In the measurement experiment, we used a ready-made geodesic hemisphere dome made of cardboard because of its availability. In the audible frequency range, the surface of the cardboard is not an ideal reflector. Yet/however at 40 kHz, we assumed it was a perfect reflector, and the experimental results were consistent with this assumption. For example, if the surface is h = 0.3 mm plastic board of ρ = 1.4 g / cm 3 with no back support, the estimated acoustic impedance at the surface is ρ h ω = 1.1 × 10 5 kg / m 2 s at 40 kHz, which is 250 times larger than the air acoustic impedance.

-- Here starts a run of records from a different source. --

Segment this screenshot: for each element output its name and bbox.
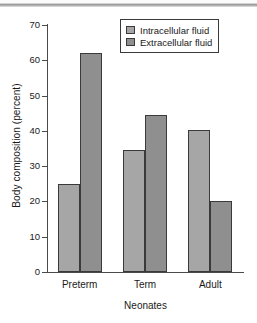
legend-label-intracellular: Intracellular fluid	[140, 25, 209, 36]
bar-preterm-extracellular	[80, 53, 102, 272]
bar-term-intracellular	[123, 150, 145, 272]
legend-swatch-icon-intracellular	[126, 26, 135, 34]
legend-item-extracellular-fluid: Extracellular fluid	[126, 36, 212, 48]
y-axis-tick-label: 60	[6, 55, 40, 65]
legend-item-intracellular-fluid: Intracellular fluid	[126, 24, 212, 36]
bar-adult-extracellular	[210, 201, 232, 272]
chart-legend: Intracellular fluid Extracellular fluid	[120, 19, 219, 53]
legend-swatch-icon-extracellular	[126, 38, 135, 46]
y-axis-tick-label: 40	[6, 126, 40, 136]
y-axis-tick	[42, 25, 47, 26]
bar-term-extracellular	[145, 115, 167, 272]
legend-label-extracellular: Extracellular fluid	[140, 37, 212, 48]
bar-chart-figure: Body composition (percent) 7060504030201…	[0, 0, 257, 323]
y-axis-tick	[42, 237, 47, 238]
x-axis-title: Neonates	[47, 300, 244, 311]
x-axis-line	[47, 272, 244, 273]
y-axis-tick-label: 20	[6, 196, 40, 206]
y-axis-tick	[42, 131, 47, 132]
y-axis-tick-labels: 706050403020100	[0, 0, 40, 323]
y-axis-tick	[42, 166, 47, 167]
y-axis-tick-label: 0	[6, 267, 40, 277]
y-axis-tick	[42, 201, 47, 202]
y-axis-tick-label: 50	[6, 91, 40, 101]
y-axis-tick-label: 10	[6, 232, 40, 242]
y-axis-tick	[42, 96, 47, 97]
bar-adult-intracellular	[188, 130, 210, 272]
x-axis-tick-label-adult: Adult	[170, 279, 250, 290]
y-axis-tick-label: 30	[6, 161, 40, 171]
y-axis-tick-label: 70	[6, 20, 40, 30]
plot-area	[47, 25, 243, 272]
bar-preterm-intracellular	[58, 184, 80, 272]
y-axis-tick	[42, 272, 47, 273]
y-axis-tick	[42, 60, 47, 61]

The three equivalent Eqs. (14), (15), and (16) of a single-point convergence condition derived in Sec. II, especially Eq. (16), provide a rough guide for the system design of distant presentation in midair haptics with the approximated reflector and the phased array. There are two ways for a single point convergence: one is to increase the segmentation of the reflector into finer segments, and the other is to increase the array size. The approximation accuracy of segmentation is required to satisfy Eq. (16). For example, if the phased array is arranged at the center of the background sphere of the approximated reflector, the segment size needs to be smaller than half the size of the array.

The phased array is also required to be enlarged for a single-point convergence. However, according to the numerical simulations in Sec. III B 3, even with a limited number of sound sources, the approximated reflector can form a sufficiently small single spot by arranging the sound sources apart and enlarging the phased array size. Importantly, this indicates that the reflected sound waves can converge to a single small spot by even using a poorly accurate approximated concave surface as long as the convergence condition is satisfied. This is a remarkable factor and a great advantage for long-distance haptic presentations and applications requiring a large workspace.

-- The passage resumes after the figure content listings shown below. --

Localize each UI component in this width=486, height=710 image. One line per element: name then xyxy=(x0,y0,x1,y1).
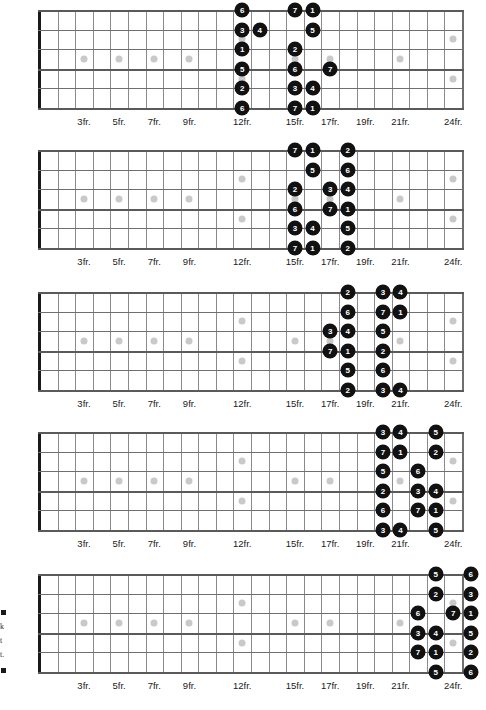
note-marker[interactable]: 1 xyxy=(393,444,408,459)
note-marker[interactable]: 2 xyxy=(428,586,443,601)
note-marker[interactable]: 1 xyxy=(305,3,320,18)
string-line-accent-3 xyxy=(38,491,464,493)
note-marker[interactable]: 7 xyxy=(446,606,461,621)
fret-line-4 xyxy=(110,10,111,108)
note-marker[interactable]: 6 xyxy=(411,606,426,621)
note-marker[interactable]: 3 xyxy=(375,383,390,398)
note-marker[interactable]: 2 xyxy=(287,42,302,57)
note-marker[interactable]: 7 xyxy=(375,304,390,319)
note-marker[interactable]: 4 xyxy=(305,81,320,96)
note-marker[interactable]: 3 xyxy=(287,81,302,96)
note-marker[interactable]: 1 xyxy=(428,503,443,518)
note-marker[interactable]: 4 xyxy=(393,285,408,300)
fret-line-19 xyxy=(374,10,375,108)
note-marker[interactable]: 1 xyxy=(340,201,355,216)
note-marker[interactable]: 2 xyxy=(340,285,355,300)
note-marker[interactable]: 5 xyxy=(463,625,478,640)
note-marker[interactable]: 3 xyxy=(287,221,302,236)
fret-line-9 xyxy=(198,292,199,390)
note-marker[interactable]: 5 xyxy=(428,567,443,582)
note-marker[interactable]: 2 xyxy=(287,182,302,197)
note-marker[interactable]: 5 xyxy=(305,162,320,177)
note-marker[interactable]: 2 xyxy=(463,645,478,660)
note-marker[interactable]: 7 xyxy=(323,343,338,358)
note-marker[interactable]: 3 xyxy=(323,324,338,339)
note-marker[interactable]: 5 xyxy=(305,22,320,37)
note-marker[interactable]: 6 xyxy=(463,567,478,582)
fret-inlay-double-12-2 xyxy=(239,215,246,222)
note-marker[interactable]: 1 xyxy=(305,143,320,158)
string-line-3 xyxy=(38,49,464,50)
note-marker[interactable]: 2 xyxy=(340,241,355,256)
note-marker[interactable]: 6 xyxy=(287,201,302,216)
note-marker[interactable]: 5 xyxy=(375,464,390,479)
note-marker[interactable]: 4 xyxy=(340,182,355,197)
note-marker[interactable]: 5 xyxy=(375,324,390,339)
fret-line-3 xyxy=(93,574,94,672)
fret-line-22 xyxy=(427,150,428,248)
note-marker[interactable]: 3 xyxy=(235,22,250,37)
note-marker[interactable]: 6 xyxy=(375,363,390,378)
note-marker[interactable]: 7 xyxy=(287,241,302,256)
note-marker[interactable]: 3 xyxy=(375,523,390,538)
fret-line-24 xyxy=(462,292,464,390)
note-marker[interactable]: 4 xyxy=(428,625,443,640)
note-marker[interactable]: 6 xyxy=(235,101,250,116)
note-marker[interactable]: 5 xyxy=(428,523,443,538)
note-marker[interactable]: 4 xyxy=(428,483,443,498)
fret-line-2 xyxy=(75,10,76,108)
note-marker[interactable]: 4 xyxy=(305,221,320,236)
note-marker[interactable]: 5 xyxy=(340,221,355,236)
note-marker[interactable]: 1 xyxy=(463,606,478,621)
note-marker[interactable]: 2 xyxy=(235,81,250,96)
note-marker[interactable]: 2 xyxy=(375,343,390,358)
note-marker[interactable]: 7 xyxy=(323,61,338,76)
note-marker[interactable]: 3 xyxy=(323,182,338,197)
note-marker[interactable]: 3 xyxy=(411,625,426,640)
note-marker[interactable]: 5 xyxy=(428,665,443,680)
note-marker[interactable]: 7 xyxy=(411,503,426,518)
note-marker[interactable]: 3 xyxy=(411,483,426,498)
note-marker[interactable]: 5 xyxy=(235,61,250,76)
string-line-3 xyxy=(38,471,464,472)
note-marker[interactable]: 6 xyxy=(375,503,390,518)
fret-inlay-double-24-2 xyxy=(450,639,457,646)
note-marker[interactable]: 4 xyxy=(340,324,355,339)
note-marker[interactable]: 3 xyxy=(463,586,478,601)
string-line-3 xyxy=(38,331,464,332)
note-marker[interactable]: 6 xyxy=(463,665,478,680)
note-marker[interactable]: 7 xyxy=(287,3,302,18)
note-marker[interactable]: 2 xyxy=(428,444,443,459)
note-marker[interactable]: 3 xyxy=(375,425,390,440)
note-marker[interactable]: 1 xyxy=(393,304,408,319)
note-marker[interactable]: 6 xyxy=(340,162,355,177)
note-marker[interactable]: 7 xyxy=(411,645,426,660)
note-marker[interactable]: 1 xyxy=(235,42,250,57)
fret-label-21: 21fr. xyxy=(391,116,410,127)
note-marker[interactable]: 4 xyxy=(393,523,408,538)
note-marker[interactable]: 7 xyxy=(287,101,302,116)
note-marker[interactable]: 6 xyxy=(235,3,250,18)
note-marker[interactable]: 2 xyxy=(375,483,390,498)
note-marker[interactable]: 4 xyxy=(393,425,408,440)
note-marker[interactable]: 6 xyxy=(340,304,355,319)
note-marker[interactable]: 1 xyxy=(428,645,443,660)
note-marker[interactable]: 3 xyxy=(375,285,390,300)
note-marker[interactable]: 7 xyxy=(375,444,390,459)
note-marker[interactable]: 2 xyxy=(340,383,355,398)
fret-line-6 xyxy=(146,574,147,672)
fret-label-9: 9fr. xyxy=(183,116,196,127)
note-marker[interactable]: 1 xyxy=(340,343,355,358)
note-marker[interactable]: 6 xyxy=(411,464,426,479)
note-marker[interactable]: 1 xyxy=(305,241,320,256)
note-marker[interactable]: 4 xyxy=(252,22,267,37)
note-marker[interactable]: 2 xyxy=(340,143,355,158)
note-marker[interactable]: 4 xyxy=(393,383,408,398)
note-marker[interactable]: 7 xyxy=(287,143,302,158)
note-marker[interactable]: 7 xyxy=(323,201,338,216)
note-marker[interactable]: 1 xyxy=(305,101,320,116)
note-marker[interactable]: 6 xyxy=(287,61,302,76)
fret-inlay-21 xyxy=(397,338,404,345)
note-marker[interactable]: 5 xyxy=(340,363,355,378)
note-marker[interactable]: 5 xyxy=(428,425,443,440)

In this paper, we confined our discussion to a planar segment approximation of a sphere, although, the analysis can be extended to curved surfaces with more complex shapes. The approximation of the sound pressure distribution on a given observation plane can be obtained by giving a plane approximation surface to a curved surface and then considering the focus formation and interference caused by imaginary sound sources.

This paper verifies the convergence of the focal point when approximating the concave surface onto multiple planes. A mirrored phased array produced by the planar segments forms a focus and concurrently creates interference among imaginary sources. A single-point convergence condition has been derived that has constrained the accuracy of the approximated reflector and the phased array size. As long as it satisfies the convergence condition, the approximated reflector can form a single focal point. Numerical simulations were conducted to confirm the validity of the convergence equation and the 5% tolerance of the segment size for the reflector deformation. We also conducted a measurement campaign and confirmed that the polyhedral reflector was able to form a single small focus by controlling the phase shift of the sound source.

This work was supported in part by JST ACT-X JPMJAX21KJ and CAO-NEDO SIP 23201554-0.

The authors have no conflicts to disclose.

The data that support the findings of this study are available from the corresponding author upon reasonable request.